During the call, Reid said Joni Ernst, the GOP Senate nominee in Iowa, would be a disaster for issues key to progressives, like protecting Social Security and raising the minimum wage.

WASHINGTON EXAMINER: Harry Reid: Iowa is ‘critical’ for Democrats

Senate Majority Leader Harry Reid said Saturday that the nail-biter Iowa Senate race will be “critical” to Democrats.

“If we win Iowa we’re going to do just fine,” Reid said on a call hosted by the Progressive Change Campaign Committee, Talking Points Memo reported. “Iowa is critical. There’s no other way to say it.”

The race between Republican Joni Ernst and Democratic Rep. Bruce Braley is one of the closest in the country, with Ernst maintaining only the narrowest lead over Braley in public polling.

Now, each party is directing last-minute firepower to the Hawkeye State, with appearances by party surrogates and heavy spending on television and radio advertising. Recently, Hillary Clinton traveled to the state on multiple occasions to boost Braley. Sens. Marco Rubio and John McCain have appeared with Ernst on the campaign trail in recent days.

LOS ANGELES TIMES: Harry Reid, Elizabeth Warren push in Iowa to save Senate for Democrats

Senate Majority Leader Harry Reid said keeping a U.S. Senate seat in Iowa was key to Democratic control of the upper chamber as he and Sen. Elizabeth Warren rallied voters Saturday in a final push before election day.

“If we win Iowa, we’re going to be just fine,” Reid told activists on a morning conference call organized by the Progressive Change Campaign Committee. “Iowa is critical.”

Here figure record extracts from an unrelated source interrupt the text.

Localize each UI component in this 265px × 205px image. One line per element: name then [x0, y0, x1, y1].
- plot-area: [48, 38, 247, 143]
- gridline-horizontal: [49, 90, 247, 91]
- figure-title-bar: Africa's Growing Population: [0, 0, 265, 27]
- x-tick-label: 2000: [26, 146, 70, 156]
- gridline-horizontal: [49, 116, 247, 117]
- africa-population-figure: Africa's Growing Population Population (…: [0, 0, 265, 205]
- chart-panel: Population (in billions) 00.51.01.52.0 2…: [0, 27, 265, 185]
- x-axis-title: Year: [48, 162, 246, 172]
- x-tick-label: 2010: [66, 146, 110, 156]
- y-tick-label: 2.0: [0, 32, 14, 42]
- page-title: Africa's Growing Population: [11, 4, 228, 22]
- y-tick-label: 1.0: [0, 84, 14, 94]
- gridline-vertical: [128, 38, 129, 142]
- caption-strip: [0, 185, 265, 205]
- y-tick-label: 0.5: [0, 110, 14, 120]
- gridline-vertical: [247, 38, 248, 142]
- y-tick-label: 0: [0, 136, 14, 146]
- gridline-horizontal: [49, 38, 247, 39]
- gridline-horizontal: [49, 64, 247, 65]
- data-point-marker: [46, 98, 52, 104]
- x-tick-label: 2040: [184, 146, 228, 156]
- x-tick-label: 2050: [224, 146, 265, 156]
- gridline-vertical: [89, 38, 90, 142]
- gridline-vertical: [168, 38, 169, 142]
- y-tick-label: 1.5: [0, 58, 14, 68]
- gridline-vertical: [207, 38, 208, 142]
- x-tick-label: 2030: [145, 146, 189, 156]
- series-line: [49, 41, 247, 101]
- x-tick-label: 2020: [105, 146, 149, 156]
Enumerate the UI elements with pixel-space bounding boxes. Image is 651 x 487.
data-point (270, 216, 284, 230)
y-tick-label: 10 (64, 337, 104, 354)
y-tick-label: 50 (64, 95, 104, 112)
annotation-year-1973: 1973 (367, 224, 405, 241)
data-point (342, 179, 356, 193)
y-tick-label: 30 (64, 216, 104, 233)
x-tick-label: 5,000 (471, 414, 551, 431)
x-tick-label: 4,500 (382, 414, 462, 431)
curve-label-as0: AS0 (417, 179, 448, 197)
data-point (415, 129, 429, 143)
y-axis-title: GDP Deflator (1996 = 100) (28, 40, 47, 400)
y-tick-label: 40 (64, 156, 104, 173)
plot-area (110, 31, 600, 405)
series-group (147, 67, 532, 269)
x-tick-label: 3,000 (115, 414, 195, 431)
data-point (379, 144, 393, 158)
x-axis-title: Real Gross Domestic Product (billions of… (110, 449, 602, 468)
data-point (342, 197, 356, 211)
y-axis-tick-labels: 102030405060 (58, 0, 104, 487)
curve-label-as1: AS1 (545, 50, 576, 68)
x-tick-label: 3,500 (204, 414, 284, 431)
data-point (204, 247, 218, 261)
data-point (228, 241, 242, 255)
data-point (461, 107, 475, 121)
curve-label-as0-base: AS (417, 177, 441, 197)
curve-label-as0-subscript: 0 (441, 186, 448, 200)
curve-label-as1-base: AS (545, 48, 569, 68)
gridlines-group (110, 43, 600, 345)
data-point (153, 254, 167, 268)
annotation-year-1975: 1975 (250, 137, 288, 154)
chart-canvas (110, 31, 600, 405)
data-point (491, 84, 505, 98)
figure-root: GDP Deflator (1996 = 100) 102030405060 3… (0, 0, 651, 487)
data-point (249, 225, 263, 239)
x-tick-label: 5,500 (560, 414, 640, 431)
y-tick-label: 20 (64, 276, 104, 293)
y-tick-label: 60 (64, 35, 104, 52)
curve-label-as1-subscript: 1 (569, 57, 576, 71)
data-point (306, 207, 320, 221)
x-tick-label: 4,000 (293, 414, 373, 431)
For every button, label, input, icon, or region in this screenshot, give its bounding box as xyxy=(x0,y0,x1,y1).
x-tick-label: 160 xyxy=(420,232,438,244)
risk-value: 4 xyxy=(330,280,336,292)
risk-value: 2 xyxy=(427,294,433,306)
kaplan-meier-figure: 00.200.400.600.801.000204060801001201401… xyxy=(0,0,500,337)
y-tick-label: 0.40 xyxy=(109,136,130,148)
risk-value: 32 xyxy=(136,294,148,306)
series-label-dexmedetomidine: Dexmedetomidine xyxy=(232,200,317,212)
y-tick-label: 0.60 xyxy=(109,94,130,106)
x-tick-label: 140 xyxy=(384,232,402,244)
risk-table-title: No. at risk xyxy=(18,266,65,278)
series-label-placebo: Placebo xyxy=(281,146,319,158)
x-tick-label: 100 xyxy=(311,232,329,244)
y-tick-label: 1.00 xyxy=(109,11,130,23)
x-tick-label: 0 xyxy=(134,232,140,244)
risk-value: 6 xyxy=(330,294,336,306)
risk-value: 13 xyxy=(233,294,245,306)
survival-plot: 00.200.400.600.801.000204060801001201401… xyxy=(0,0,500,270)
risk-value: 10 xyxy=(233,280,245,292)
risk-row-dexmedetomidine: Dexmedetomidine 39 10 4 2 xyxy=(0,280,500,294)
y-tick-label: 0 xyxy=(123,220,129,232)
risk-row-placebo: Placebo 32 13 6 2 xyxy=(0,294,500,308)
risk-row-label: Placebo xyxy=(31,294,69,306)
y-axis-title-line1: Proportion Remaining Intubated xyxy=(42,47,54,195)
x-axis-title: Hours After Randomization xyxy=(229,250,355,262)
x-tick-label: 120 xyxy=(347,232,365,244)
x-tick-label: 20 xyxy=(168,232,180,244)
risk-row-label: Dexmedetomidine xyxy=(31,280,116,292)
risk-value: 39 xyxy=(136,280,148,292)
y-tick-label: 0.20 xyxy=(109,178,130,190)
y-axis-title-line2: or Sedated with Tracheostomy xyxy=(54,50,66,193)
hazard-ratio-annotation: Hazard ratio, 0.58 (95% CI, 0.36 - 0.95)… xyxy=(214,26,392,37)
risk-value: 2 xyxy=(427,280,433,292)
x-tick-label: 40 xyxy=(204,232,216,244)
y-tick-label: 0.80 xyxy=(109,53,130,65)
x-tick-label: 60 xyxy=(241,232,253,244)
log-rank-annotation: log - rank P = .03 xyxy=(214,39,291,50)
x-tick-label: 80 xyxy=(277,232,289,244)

What was supposed to be an easy lift for Democratic Rep. Bruce Braley in the race for the seat opened by longtime Democratic Sen. Tom Harkin in Iowa is now among the most competitive contests of the midterm elections.

POLITICO: Reid: Senate hinges on Iowa

If Joni Ernst beats Rep. Bruce Braley in Iowa on Tuesday, Senate Majority Leader Harry Reid said he expects to kiss the Democratic majority goodbye.

The Nevada Democrat said if Braley wins in Iowa, Democrats will do “just fine.” And if they lose? Say hello to Majority Leader Mitch McConnell, Reid said in a conference call Saturday with the Progressive Change Campaign Committee.

“Joni Ernst would mean — coming to the United States Senate — that Mitch McConnell would be leader of the United States Senate, who agrees with her on everything. Think of what would mean for our country,” Reid said of Ernst, repeatedly attacking her positions against raising the federal minimum wage to $10.10 an hour.